We present a method to improve the calibration of deep ensembles in the small training data regime in the presence of unlabeled data. Our approach is extremely simple to implement: given an unlabeled set, for each unlabeled data point, we simply fit a different randomly selected label with each ensemble member. We provide a theoretical analysis based on a PAC-Bayes bound which guarantees that if we fit such a labeling on unlabeled data, and the true labels on the training data, we obtain low negative log-likelihood and high ensemble diversity on testing samples. Empirically, through detailed experiments, we find that for low to moderately-sized training sets, our ensembles are more diverse and provide better calibration than standard ensembles, sometimes significantly.

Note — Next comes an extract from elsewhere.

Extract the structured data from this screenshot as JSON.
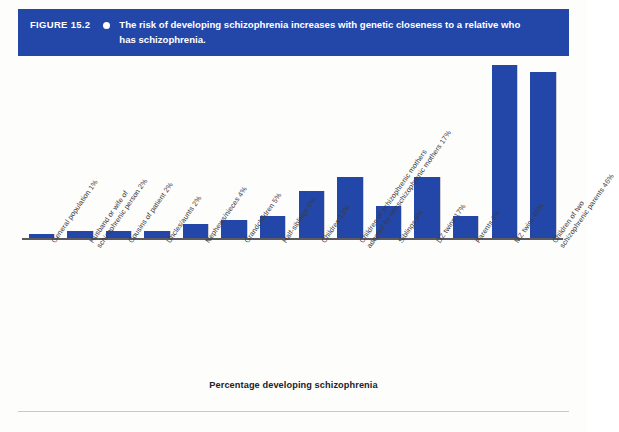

Given an unlabeled set, for each unlabeled data point, we simply fit a different randomly selected label with each ensemble member.


Do you have a small to medium-sized training set together with some unlabeled data? Are you looking for an extremely simple way to train a deep ensemble that has improved calibration than the standard one? We present $\nu$-ensembles an extremely simple way to improve deep ensemble calibration. $\nu$-ensembles are trained based on the following algorithm

At this point the curious reader might enquire “How is it possible to improve testing metrics by fitting random labels?” The crucial point is that for each unlabeled datapoint we exhaustively fit all possible labels by exactly one ensemble member. In this way exactly one ensemble member will learn a useful feature.

How is it possible to improve calibration by fitting random labels? By exhaustively fitting each possible label by exactly one ensemble member we ensure that exactly one ensemble member will learn a useful feature.

Below we see some results on the CIFAR-10 and CIFAR-100 datasets

We see that $\nu$-ensembles have comparable accuracy to standard ensembles but with significantly better calibration across all calibration metrics. We also see that $\nu$-ensembles achieve significantly higher diversity between ensemble members. These results are consistent across all architectures for both CIFAR-10 and CIFAR-100. For the case of CIFAR-10, we see that the testing accuracy is low, however, this is to be expected due to the small size of the training dataset $Z_{\mathrm{train}}$.

We also compare with Masegosa ensembles and Agree to Disagree ensembles. We see that both Masegosa and Agree to Disagree ensembles tend to underfit the data and have worse testing accuracy than $\nu$-ensembles. In particular, Agree to Disagree ensembles also have in general worse calibration. Masegosa ensembles on the other hand have somewhat better calibration than $\nu$-ensembles in most cases.